Intel's problems were like Apple's problems in the 1990s before they bought NeXT. Very very poor marketing, sales and engineering decisions were being made, year after year after year. Those are made at the VP and senior VP levels. Apple was able to get out of their funk by having NeXT employees take over those positions. The single most important one was having Avie Tevanian taking over software engineering. This enabled Apple to ship viable product, including Mac OS 8. It wasn't called a reverse takeover for nothing, where you can say NeXT bought Apple for -430m USD. Forstall was incredibly successful user interface design, OS design, and shipping. Rubenstein took over hardware. Tim Cook came in to fix operations, and most important one of Steve Jobs being CEO.

Intel can't be fixed without changing all the critical management and leadership positions. That usually requires a reorganization from a takeover. Intel's number one problem is that the management of their fab technology has been broken for about 12 years now. The decisions that made 10nm a clusterfuck likely happened around 2012 to 2013 or so, and bad decisions after that only compounded it. I bet someone can write a very good sunk-cost fallacy book on it, with gigantic heapings of hubris. This was about a 7, 8 year process. That's what it takes for a gigantic dominant company like Intel to fall. Bad decisions every year for multiple years.

So, who's in charge with this deal? Are they fixing Intel fabs or are they replacing them with TSMC fabs? Which way is the money flowing?

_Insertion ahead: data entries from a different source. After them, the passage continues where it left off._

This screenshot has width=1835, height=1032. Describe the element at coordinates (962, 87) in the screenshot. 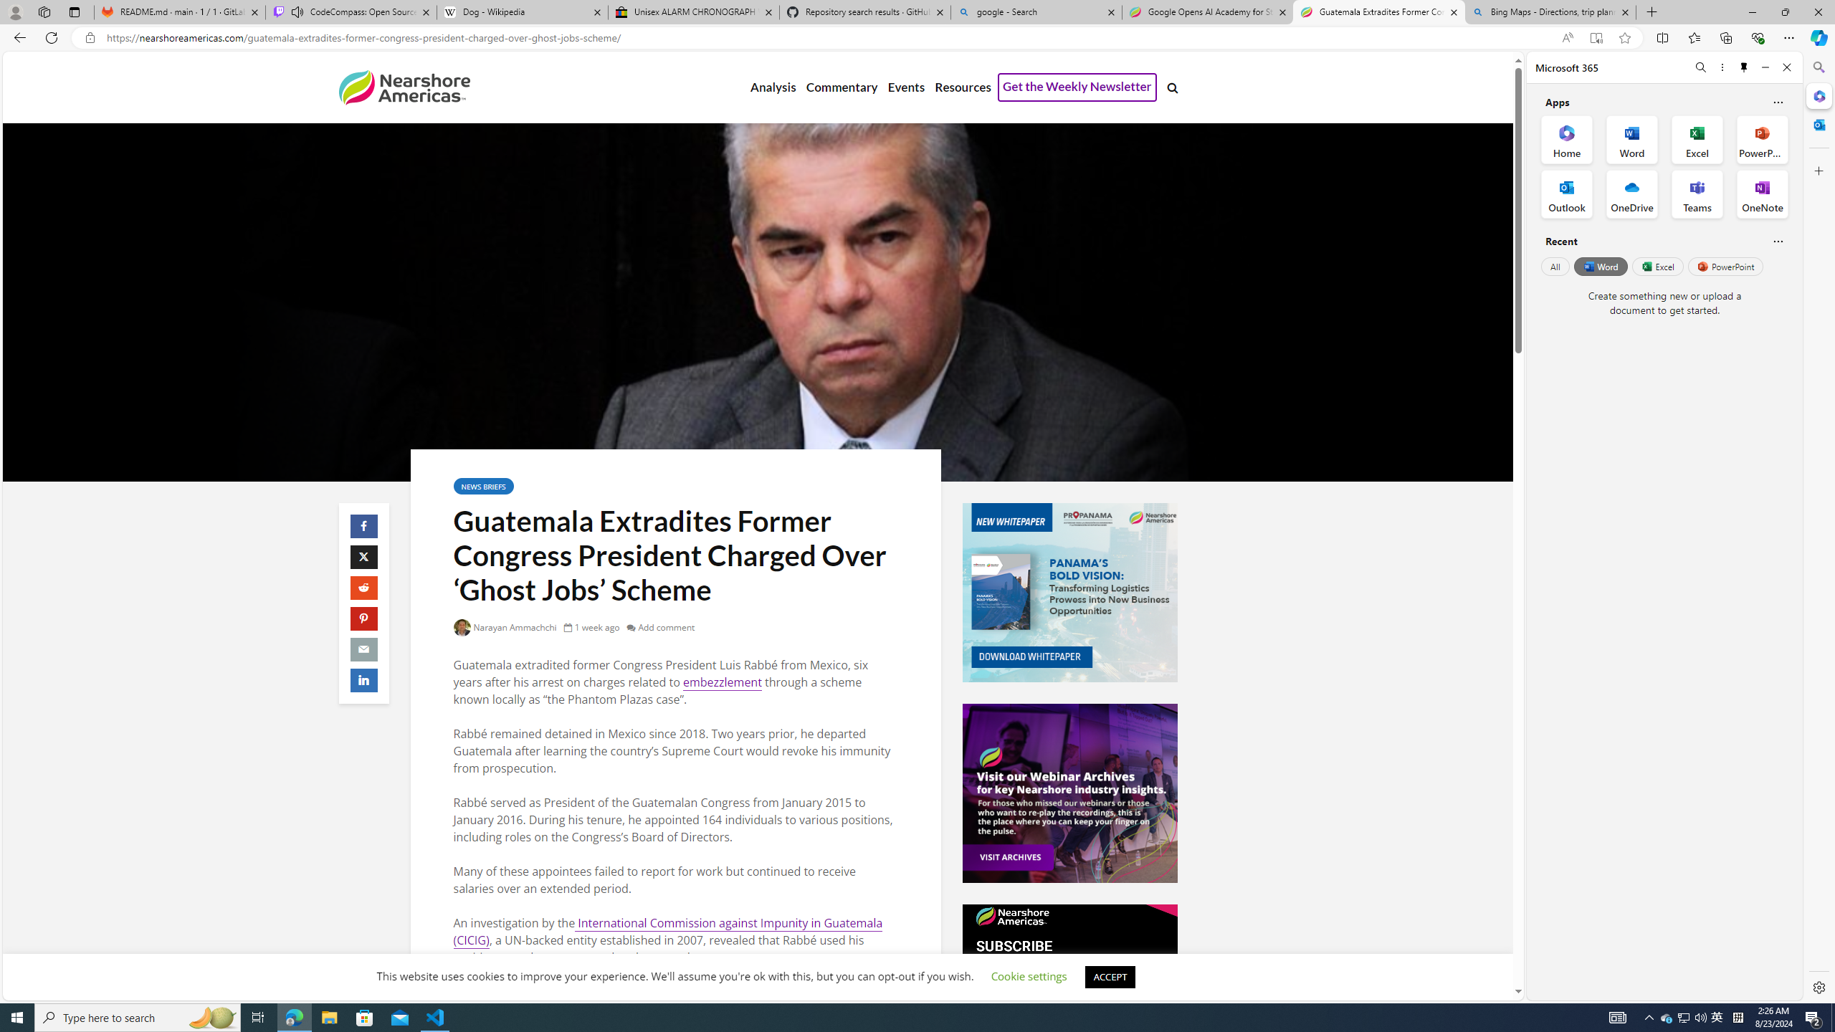

I see `Resources` at that location.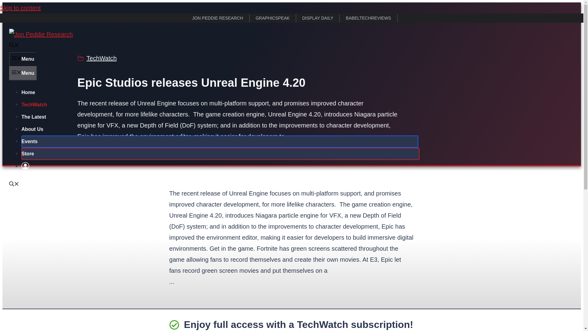 The width and height of the screenshot is (588, 331). Describe the element at coordinates (318, 18) in the screenshot. I see `DISPLAY DAILY` at that location.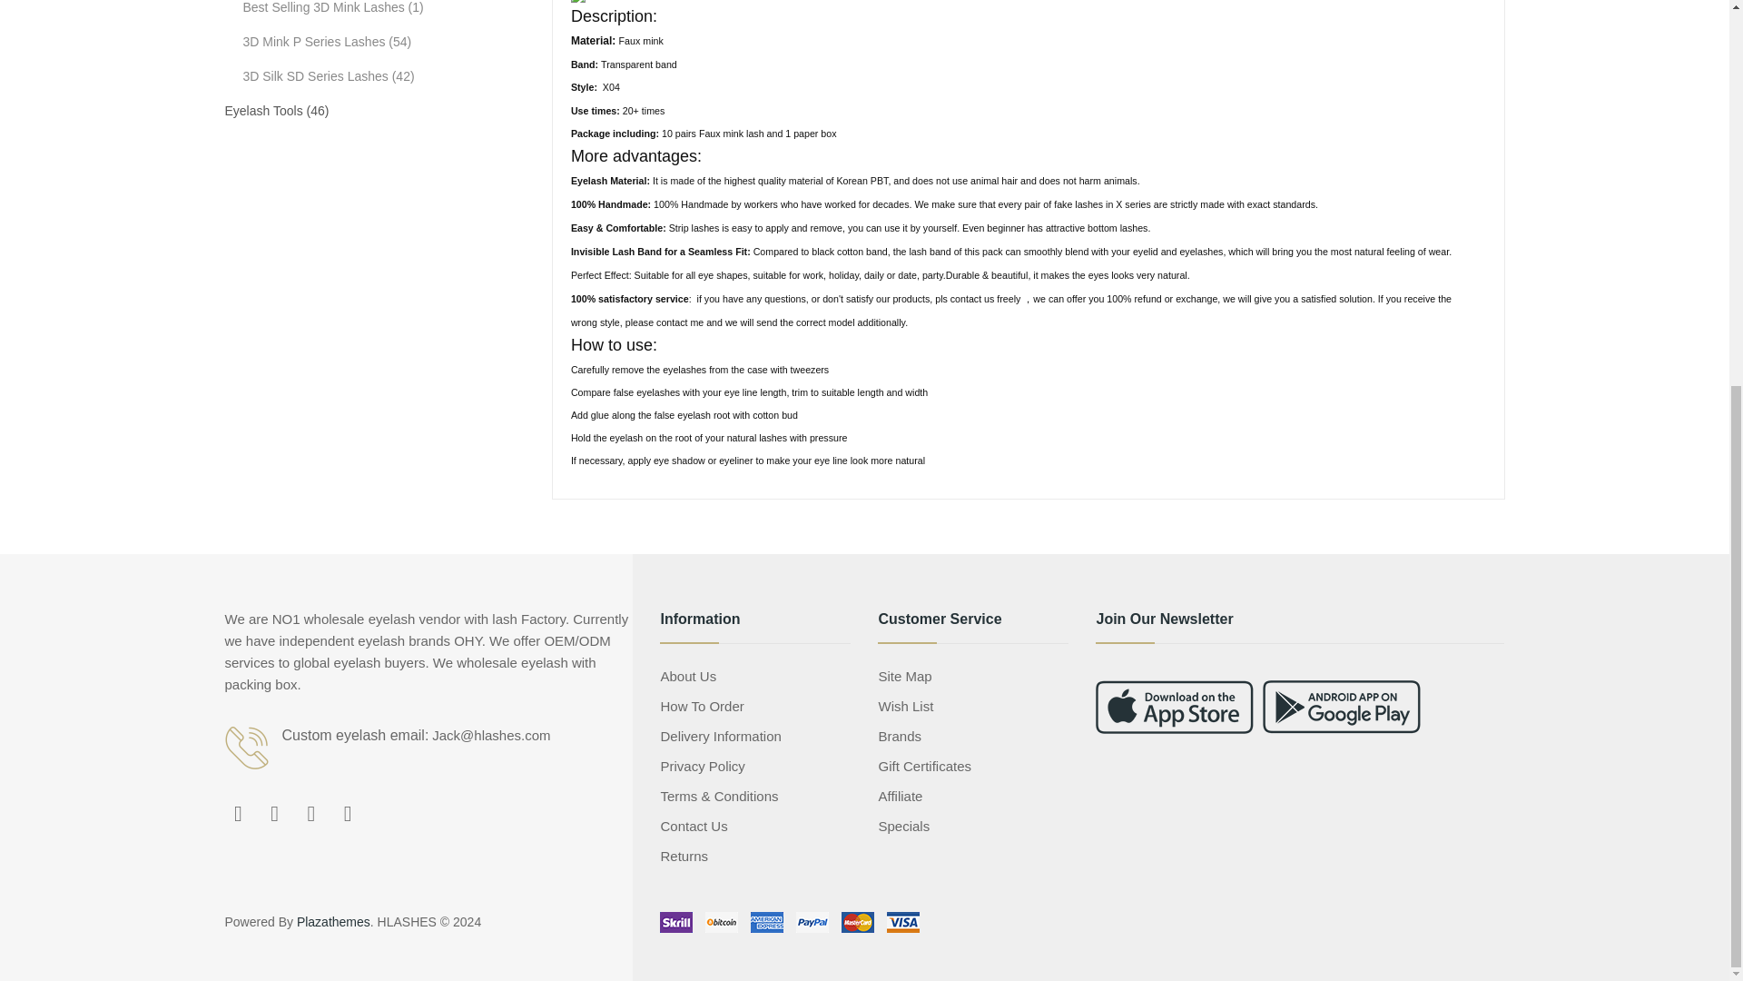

9secondkox2 9 Years · 3345 comments

So long as this doesn’t involve Intel getting IP from tsmc, sounds like a good move. 

nubus 9 Years · 777 comments

TSMC + Intel stand to control 100% of desktop chips and 70% of everything else. It is the end to all competition. 
Handing over keys to US manufacturing while turning off US R&D is unexpected. Doing so to a company from an area that US sees as part of China is even more so.
We need for Intel to be American and deliver future innovation from outside China.